Plagiarism À La Carte celebrates borrowing, influence, recipes, wit, and the occasional joyful act of making something unmistakably your own.
What We Lean On explores the quiet structures that steady us through uncertainty, solitude, and change.
On Our Own Terms examines aging, authenticity, self-authorship, and the liberating realization that we no longer need permission to be ourselves.
Giving Forward honors educators, mentors, benefactors, and all those who quietly build bridges for others.
Together, One ventures into fascinating territory where human curiosity meets artificial intelligence and asks what happens when we learn alongside the tools we create.
Literary Wanderings follows books, writers, forgotten voices, and the ideas that continue to shape us.
Choosing Love Again explores something I never expected to experience at this stage of life: the extraordinary privilege of falling in love once more.
And finally, When Democracy Falters gathers essays written from the conviction that citizenship is not a spectator sport and that silence carries consequences of its own.
Looking back, I realize that what changed wasn’t merely the arrangement of the essays.
What changed was the way I saw them.
Teaching literature for decades trained me to look beneath the surface, to ask how individual parts contribute to larger meanings. Somewhere along the way, I began applying that same close reading to my own writing.
The result is this book.
Some readers will recognize essays they first encountered on the blog. I hope they do. But I also hope they’ll discover something new in the conversations those essays now have with one another.

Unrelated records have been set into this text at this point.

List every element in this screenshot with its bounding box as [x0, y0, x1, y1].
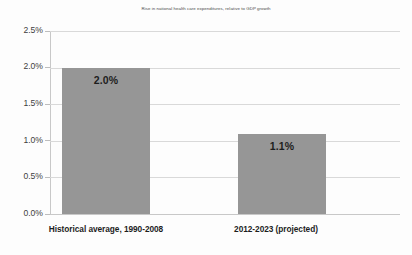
bar-projected: 1.1%	[238, 134, 326, 215]
bar-value-label-historical-average: 2.0%	[62, 74, 150, 86]
y-tick-label-1-0: 1.0%	[1, 136, 43, 145]
gridline-2-5	[50, 31, 400, 32]
chart-subtitle: Rise in national health care expenditure…	[0, 6, 412, 12]
bar-value-label-projected: 1.1%	[238, 140, 326, 152]
gridline-baseline-0-0	[50, 214, 400, 215]
y-tick-label-2-0: 2.0%	[1, 62, 43, 71]
y-axis-labels: 2.5% 2.0% 1.5% 1.0% 0.5% 0.0%	[0, 0, 43, 255]
bar-historical-average: 2.0%	[62, 68, 150, 214]
plot-area: 2.0% 1.1%	[50, 31, 400, 214]
bar-chart-figure: Rise in national health care expenditure…	[0, 0, 412, 255]
category-label-historical-average: Historical average, 1990-2008	[22, 224, 190, 234]
category-label-projected: 2012-2023 (projected)	[204, 224, 348, 234]
y-tick-label-2-5: 2.5%	[1, 26, 43, 35]
y-tick-label-0-5: 0.5%	[1, 172, 43, 181]
y-tick-label-1-5: 1.5%	[1, 99, 43, 108]
y-tick-label-0-0: 0.0%	[1, 209, 43, 218]
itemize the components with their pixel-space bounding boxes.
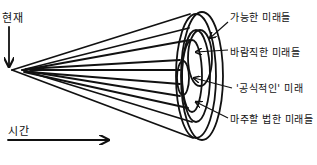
possible-futures-label: 가능한 미래들 <box>230 9 291 24</box>
preferable-futures-label: 바람직한 미래들 <box>230 44 300 59</box>
futures-cone-diagram: 현재 시간 가능한 미래들 바람직한 미래들 '공식적인' 미래 마주할 법한 … <box>0 0 317 165</box>
time-label: 시간 <box>8 122 29 138</box>
official-future-label: '공식적인' 미래 <box>236 80 303 95</box>
plausible-futures-label: 마주할 법한 미래들 <box>230 111 313 126</box>
present-label: 현재 <box>2 9 23 25</box>
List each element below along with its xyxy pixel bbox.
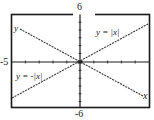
x-min-label: -5	[0, 57, 8, 67]
y-abs-x-label: y = |x|	[96, 28, 120, 37]
y-end-label: y	[14, 24, 18, 33]
graph-window	[0, 0, 154, 120]
x-end-label: x	[143, 91, 147, 101]
y-max-label: 6	[77, 2, 82, 12]
y-min-label: -6	[75, 109, 83, 119]
y-neg-abs-x-label: y = -|x|	[16, 72, 43, 81]
frame-top-gap	[73, 12, 95, 17]
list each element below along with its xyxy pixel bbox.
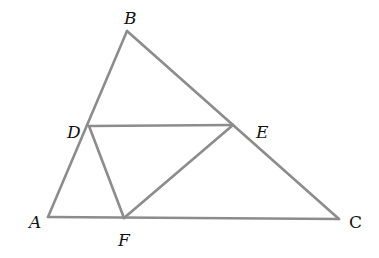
segment-DF	[89, 126, 124, 218]
vertex-label-b: B	[124, 10, 137, 27]
segment-EF	[124, 125, 233, 218]
vertex-label-c: C	[349, 214, 362, 231]
segment-AC	[48, 217, 339, 219]
segment-DE	[89, 125, 233, 126]
point-label-d: D	[67, 124, 81, 141]
diagram-canvas: B A C D E F	[0, 0, 379, 258]
triangle-figure	[0, 0, 379, 258]
point-label-f: F	[118, 232, 130, 249]
segment-AB	[48, 31, 127, 217]
point-label-e: E	[256, 124, 268, 141]
vertex-label-a: A	[29, 214, 41, 231]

Others will be encountering many of these pieces for the first time.
Either way, my hope is that readers will find themselves lingering.
Laughing.
Remembering.
Questioning.
Growing.
Perhaps even falling a little more deeply in love with life itself.
After all, that’s what these essays have been teaching me all along.
In Bed and Up to No Good: Foolin’ Around by Choice is now available through Amazon and Barnes & Noble.
If you’d like to see what happens when a collection becomes a book—and when Poor Brentford appoints himself tour guide—I’d be honored to have you join me for the journey.
And as always, thank you for reading. Without readers, essays are merely conversations waiting to happen.